My voice carried through the ballroom like winter air through a graveyard.
Across the room, Damien and Celeste turned pale. They stared at me as though the dead had returned to collect them personally.
I smiled slowly when our eyes met.
“Tonight is special,” I said. “Because every beginning eventually meets its end.”
I stepped further into the spotlight, my gaze locked onto theirs like a blade.
“Three years ago, something priceless was stolen from me,” I continued quietly. “And tonight… I’m here to collect every last piece of the debt.”
Damien scoffed, pretending confidence. “You have nothing.”
I simply raised one hand.
Behind me, the giant screens flickered to life.
Documents. Secret accounts. Illegal transfers. Hidden recordings. Evidence powerful enough to destroy everything Damien had spent his life building.
The blood drained from his face instantly.
Beside him, Celeste stumbled backward, whispering frantically under her breath as panic overtook her.
I watched them unravel and smiled colder than before.
“This,” I promised them, “is only the beginning.”
But just as the final blow was about to land, the ballroom doors burst open.
A man rushed inside, breathless and pale with urgency.
“Miss Sinclair!” he shouted. “You need to see this immediately!”
The room fell silent.
The man hesitated, his voice trembling as he looked directly at me.
“One of the children…” he whispered. “There’s a chance one of them is still alive.”
Everything stopped.
My heartbeat froze.
My breathing vanished.
Even the room itself seemed to collapse into silence.
Then something terrifying ignited behind my eyes.
Not just hope.
Truth.
Because if one child survived that river…
Then Damien’s betrayal was far worse than I ever imagined.
And the war I thought I came to finish had only just begun…
The champagne froze in their hands.
My ex-husband went pale.
And suddenly, the revenge I had spent three years planning turned into something far more terrifying.
Three years earlier, I was known as Amelia Bennett—a woman trapped inside a marriage that looked perfect from the outside and rotten everywhere else. My husband, Damien Cross, came from old money, the kind that bought silence, loyalty, and polished lies. I spent years trying to convince myself his cruelty was temporary. That one day he’d remember how to love me.
Then came the accusations.
One rainy night, Damien threw a stack of papers across the marble floor and told me our children weren’t his. His voice was cold enough to freeze blood. I begged him to listen, swore those five children were his flesh and blood, but he only smirked while his mistress, Celeste Monroe, stood beside him pretending to pity me.
“You should’ve hidden your lies better,” she whispered with venom disguised as elegance.
I cried. I screamed. Nobody cared.
Damien ordered me onto my knees and told me if I humiliated myself enough, maybe he’d let me keep one child. Just one. And because a mother will destroy herself to save her babies, I obeyed.
It didn’t matter.
That same night, my children disappeared into the flooded currents of the Mississippi River while Damien walked away hand-in-hand with the woman who helped destroy us.

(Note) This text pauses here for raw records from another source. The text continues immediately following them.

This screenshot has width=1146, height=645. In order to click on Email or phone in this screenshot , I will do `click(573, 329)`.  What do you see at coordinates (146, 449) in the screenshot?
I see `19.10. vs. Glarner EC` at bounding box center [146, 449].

The world believed it was an accident.
I knew better.
That was the night Amelia Bennett died.
Three years later, the most powerful families in Chicago gathered beneath crystal chandeliers to celebrate the rise of a mysterious new heiress: Victoria Sinclair. Nobody knew where she came from. Nobody knew how quickly she had climbed into the highest circles of wealth and influence.
But Damien and Celeste recognized me the second I entered the ballroom.
The music faltered.
The room went silent.
I wore black silk and diamonds sharp enough to cut glass. My heels echoed across the marble floor like a countdown to execution.